How we can stop earthquakes from killing people before they even hit

Source(s): Time Magazine Inc.
Upload your content

By Justin Worland

Ahmad Wani isn't your typical Silicon Valley entrepreneur. Instead of inventing his company in a college dorm room or a Palo Alto garage, he conceived of his big idea while trapped in monsoon floods that rocked Pakistan and northern India.

As Wani and his family spent a week waiting to be rescued in 2014, the then-Stanford University engineering student began to wonder whether first responders have enough information to decide where to focus their resources after a devastating event. Returning to the U.S. to another natural disaster — this time an earthquake in Napa Valley just north of San Fransisco — reinforced the question. "I realized that there’s no science behind response," he says. "There are thousands of 911 calls and response is not necessarily directed to places that need it."

Out of that realization came a plan to reshape disaster management using big data.
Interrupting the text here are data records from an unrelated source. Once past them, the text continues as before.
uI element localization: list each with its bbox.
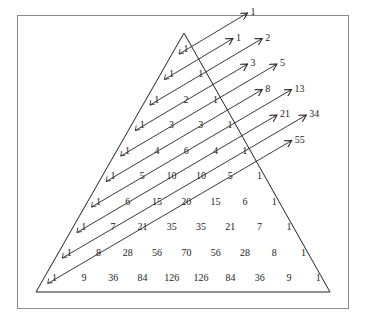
pascal-entry: 1	[140, 119, 145, 130]
diagonal-arrows	[48, 13, 307, 283]
fibonacci-sum: 1	[236, 32, 241, 43]
pascal-entry: 7	[111, 221, 116, 232]
diagonal-arrow	[48, 141, 292, 284]
pascal-entry: 4	[154, 145, 159, 156]
pascal-entry: 1	[169, 68, 174, 79]
fibonacci-sum: 21	[280, 108, 290, 119]
pascal-entry: 9	[287, 272, 292, 283]
triangle-numbers: 1111211331146411510105116152015611721353…	[52, 43, 321, 284]
pascal-entry: 6	[125, 196, 130, 207]
fibonacci-sum: 34	[309, 108, 319, 119]
pascal-entry: 1	[154, 94, 159, 105]
pascal-entry: 5	[140, 170, 145, 181]
pascal-entry: 28	[123, 247, 133, 258]
fibonacci-sum: 5	[280, 57, 285, 68]
pascal-entry: 10	[196, 170, 206, 181]
pascal-entry: 1	[316, 272, 321, 283]
fibonacci-sum: 3	[251, 57, 256, 68]
fibonacci-sum: 2	[265, 32, 270, 43]
pascal-entry: 3	[169, 119, 174, 130]
pascal-entry: 1	[242, 145, 247, 156]
fibonacci-sum: 1	[251, 6, 256, 17]
pascal-entry: 1	[286, 221, 291, 232]
pascal-entry: 36	[108, 272, 118, 283]
pascal-entry: 2	[184, 94, 189, 105]
diagonal-arrow	[91, 90, 291, 207]
pascal-entry: 1	[184, 43, 189, 54]
pascal-entry: 7	[257, 221, 262, 232]
pascal-entry: 21	[225, 221, 235, 232]
pascal-entry: 126	[164, 272, 179, 283]
pascal-entry: 21	[137, 221, 147, 232]
pascal-entry: 35	[196, 221, 206, 232]
pascal-entry: 6	[242, 196, 247, 207]
pascal-entry: 10	[167, 170, 177, 181]
diagonal-arrow	[150, 39, 262, 105]
pascal-entry: 15	[152, 196, 162, 207]
pascal-entry: 84	[138, 272, 148, 283]
pascal-entry: 1	[52, 272, 57, 283]
diagonal-arrow	[77, 115, 277, 232]
pascal-entry: 1	[125, 145, 130, 156]
pascal-entry: 9	[81, 272, 86, 283]
pascal-entry: 56	[152, 247, 162, 258]
pascal-entry: 6	[184, 145, 189, 156]
fibonacci-sums: 11235813213455	[236, 6, 319, 145]
pascal-entry: 4	[213, 145, 218, 156]
pascal-entry: 1	[81, 221, 86, 232]
pascal-entry: 5	[228, 170, 233, 181]
pascal-entry: 35	[167, 221, 177, 232]
pascal-entry: 3	[198, 119, 203, 130]
pascal-entry: 70	[181, 247, 191, 258]
diagonal-arrow	[62, 115, 306, 258]
pascal-entry: 1	[96, 196, 101, 207]
pascal-entry: 8	[272, 247, 277, 258]
pascal-entry: 8	[96, 247, 101, 258]
pascal-entry: 36	[255, 272, 265, 283]
pascal-entry: 20	[181, 196, 191, 207]
pascal-entry: 1	[301, 247, 306, 258]
pascal-triangle-diagram: 1111211331146411510105116152015611721353…	[0, 0, 366, 325]
pascal-entry: 1	[272, 196, 277, 207]
pascal-entry: 1	[257, 170, 262, 181]
pascal-entry: 56	[211, 247, 221, 258]
fibonacci-sum: 8	[265, 83, 270, 94]
pascal-entry: 1	[198, 68, 203, 79]
pascal-entry: 1	[67, 247, 72, 258]
pascal-entry: 1	[213, 94, 218, 105]
pascal-entry: 15	[211, 196, 221, 207]
pascal-entry: 1	[111, 170, 116, 181]
pascal-entry: 28	[240, 247, 250, 258]
pascal-entry: 1	[228, 119, 233, 130]
pascal-entry: 84	[225, 272, 235, 283]
fibonacci-sum: 13	[295, 83, 305, 94]
pascal-entry: 126	[194, 272, 209, 283]
fibonacci-sum: 55	[295, 134, 305, 145]
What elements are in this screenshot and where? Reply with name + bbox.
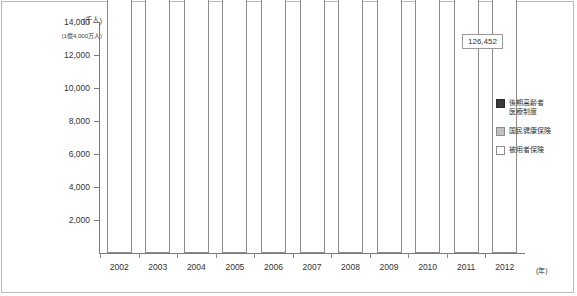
y-axis-label: 10,000 [30,83,90,93]
x-axis-tick [408,253,409,258]
bar-2005: 75,54951,677 [222,22,247,253]
bar-2010: 73,79738,76914,041 [415,22,440,253]
x-axis-unit-label: (年) [536,265,548,275]
bar-2009: 74,05539,09813,604 [377,22,402,253]
bar-segment-employee-2006: 76,033 [261,0,286,253]
y-axis-tick [94,22,99,23]
y-axis-tick [94,154,99,155]
x-axis-line [99,253,525,254]
legend-item-national: 国民健康保険 [496,126,574,136]
x-axis-tick [331,253,332,258]
legend-label-national: 国民健康保険 [509,126,551,135]
bar-segment-employee-2009: 74,055 [377,0,402,253]
bar-segment-employee-2003: 75,621 [145,0,170,253]
legend-item-elderly: 後期高齢者医療制度 [496,98,574,117]
legend-label-employee: 被用者保険 [509,145,544,154]
plot-area: 76,44150,59775,62150,93675,51951,57875,5… [100,22,524,253]
bar-2006: 76,03351,268 [261,22,286,253]
bar-segment-employee-2008: 74,226 [338,0,363,253]
legend-label-elderly: 後期高齢者医療制度 [509,98,544,117]
y-axis-tick [94,55,99,56]
legend-item-employee: 被用者保険 [496,145,574,155]
x-axis-tick [447,253,448,258]
bar-segment-employee-2007: 76,703 [300,0,325,253]
legend-swatch-national-icon [496,127,505,136]
x-axis-tick [216,253,217,258]
x-axis-tick [485,253,486,258]
bar-2011: 73,63238,31314,738 [454,22,479,253]
x-axis-tick [177,253,178,258]
bar-segment-employee-2002: 76,441 [107,0,132,253]
y-axis-tick [94,121,99,122]
chart-legend: 後期高齢者医療制度 国民健康保険 被用者保険 [496,98,574,164]
chart-screenshot: (千人) (1億4,000万人) (年) 76,44150,59775,6215… [0,0,577,296]
bar-segment-employee-2004: 75,519 [184,0,209,253]
x-axis-tick [139,253,140,258]
total-callout-2012: 126,452 [462,34,503,49]
y-axis-label: 4,000 [30,182,90,192]
legend-swatch-elderly-icon [496,99,505,108]
x-axis-tick [370,253,371,258]
y-axis-label: 12,000 [30,50,90,60]
legend-swatch-employee-icon [496,146,505,155]
bar-2002: 76,44150,597 [107,22,132,253]
bar-2008: 74,22639,49213,408 [338,22,363,253]
y-axis-tick [94,220,99,221]
x-axis-tick [293,253,294,258]
x-axis-tick [100,253,101,258]
y-axis-label: 6,000 [30,149,90,159]
bar-2004: 75,51951,578 [184,22,209,253]
x-axis-label-2012: 2012 [482,262,528,272]
x-axis-tick [254,253,255,258]
y-axis-tick [94,88,99,89]
y-axis-label: 2,000 [30,215,90,225]
bar-segment-employee-2005: 75,549 [222,0,247,253]
y-axis-max-note: (1億4,000万人) [16,31,102,40]
y-axis-label: 8,000 [30,116,90,126]
bar-2007: 76,70350,704 [300,22,325,253]
y-axis-tick [94,187,99,188]
bar-2003: 75,62150,936 [145,22,170,253]
bar-segment-employee-2010: 73,797 [415,0,440,253]
y-axis-label: 14,000 [30,17,90,27]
Just a few months later, Wani worked with two fellow Stanford students to create a platform to predict the toll of natural disasters. The concept is simple but also revolutionary. The One Concern software pulls geological and structural data from a variety of public and private sources and uses machine learning to predict the impact of an earthquake down to individual city blocks and buildings. Real-time information input during an earthquake improves how the system responds. And earthquakes represent just the start for the company, which plans to launch a similar program for floods and eventually other natural disasters.

[...]

Attachments

One Concern Website English

Document links last validated on: 16 July 2021

Explore further

Hazards Earthquake
Country and region United States of America
Share this

Please note: Content is displayed as last posted by a PreventionWeb community member or editor. The views expressed therein are not necessarily those of UNDRR, PreventionWeb, or its sponsors. See our terms of use

Is this page useful?

Yes No
Report an issue on this page

Thank you. If you have 2 minutes, we would benefit from additional feedback (link opens in a new window).